Work instruction:
Copy each line below as it stands, but skip any picture it contains.
Records for this task START
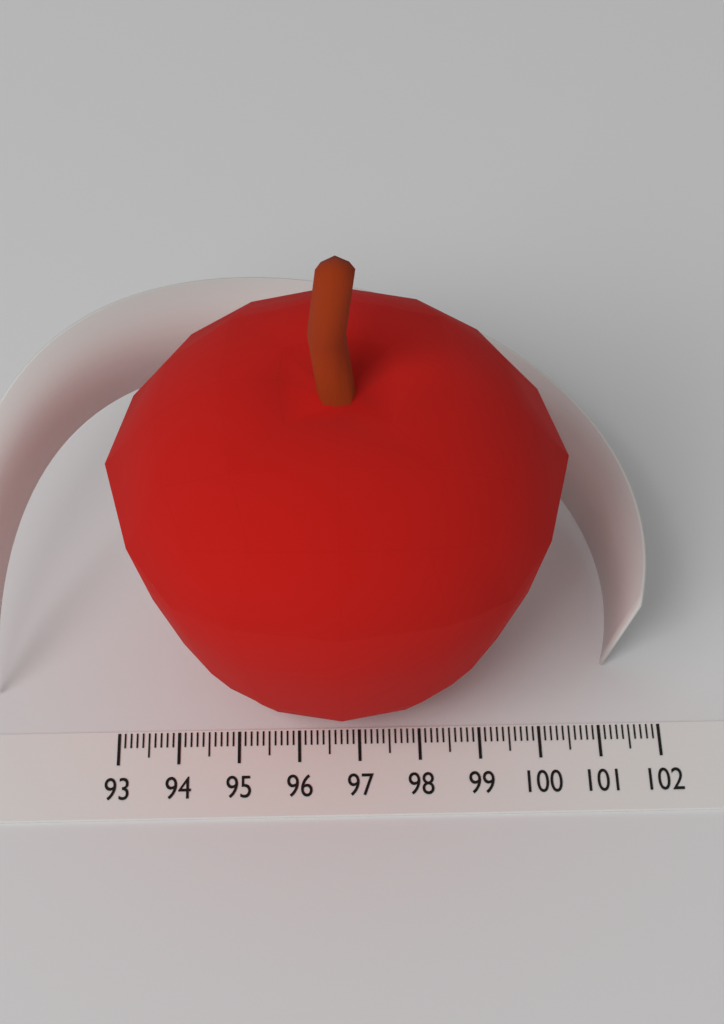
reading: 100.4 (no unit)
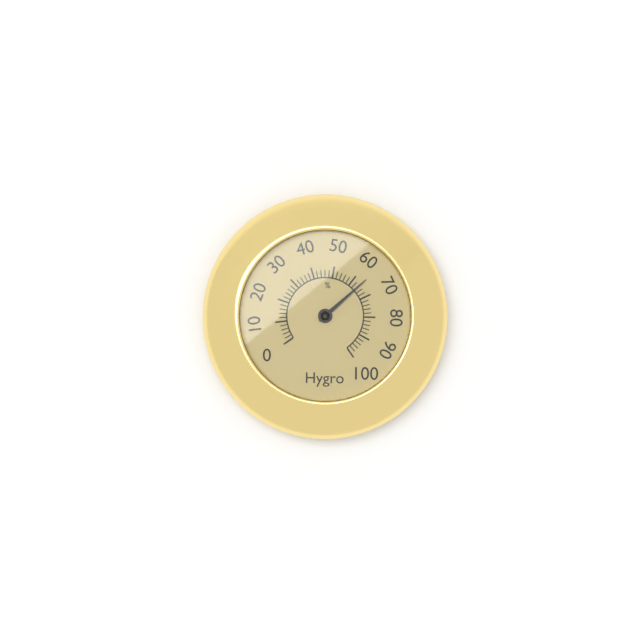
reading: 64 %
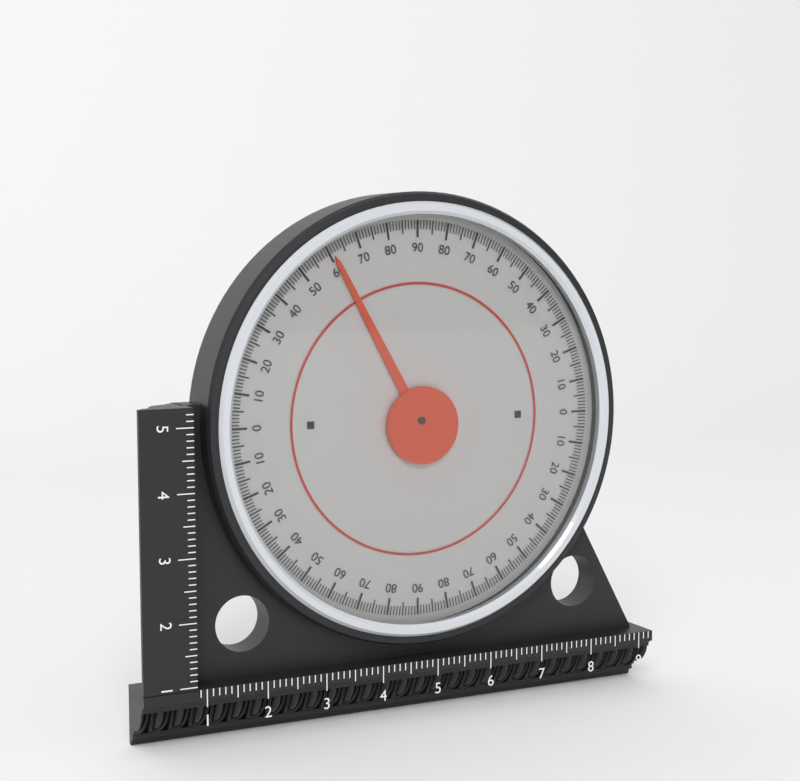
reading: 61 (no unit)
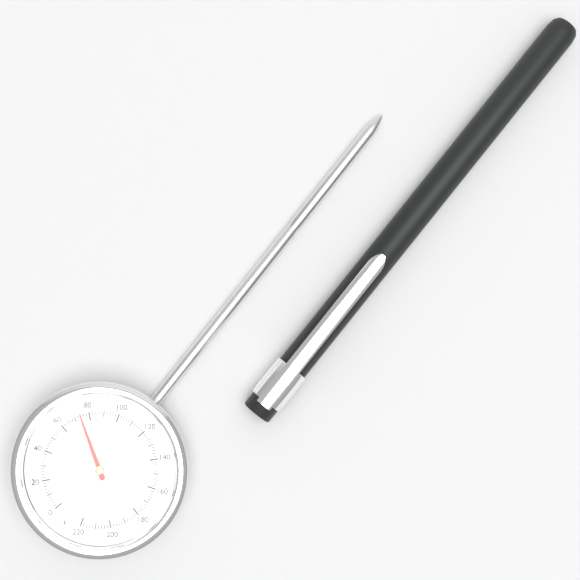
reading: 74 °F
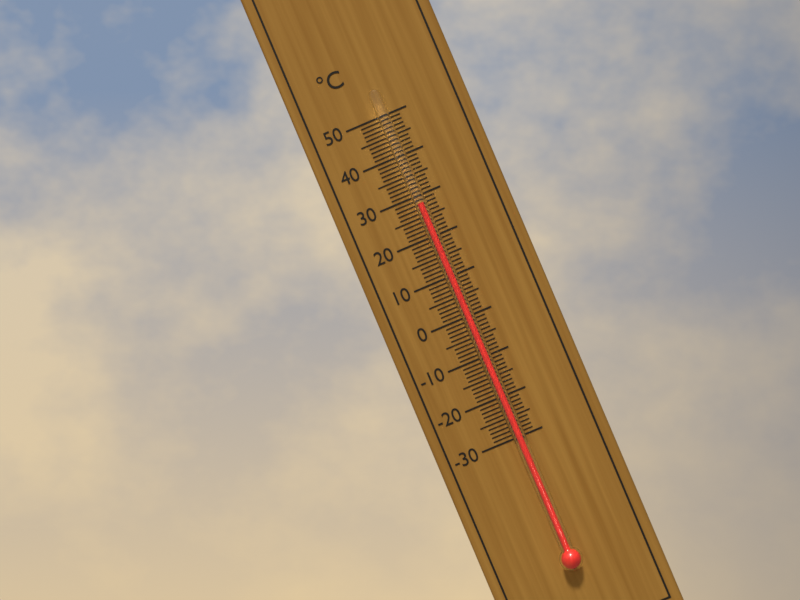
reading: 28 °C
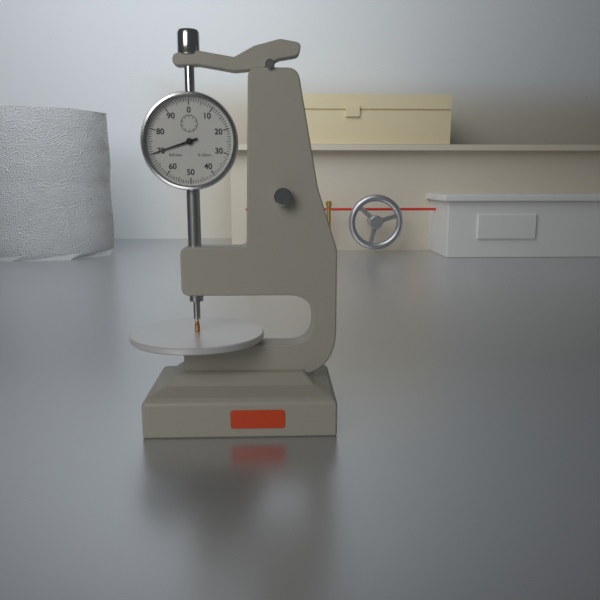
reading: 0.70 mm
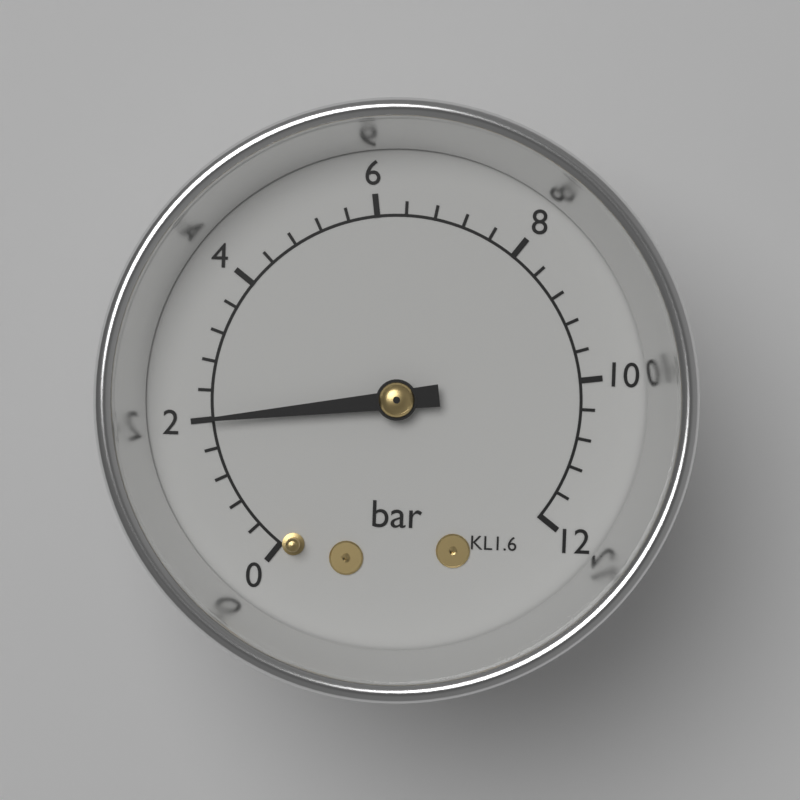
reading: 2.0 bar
Records for this task END
Reply:
reading: 100.4 (no unit)
reading: 64 %
reading: 61 (no unit)
reading: 74 °F
reading: 28 °C
reading: 0.70 mm
reading: 2.0 bar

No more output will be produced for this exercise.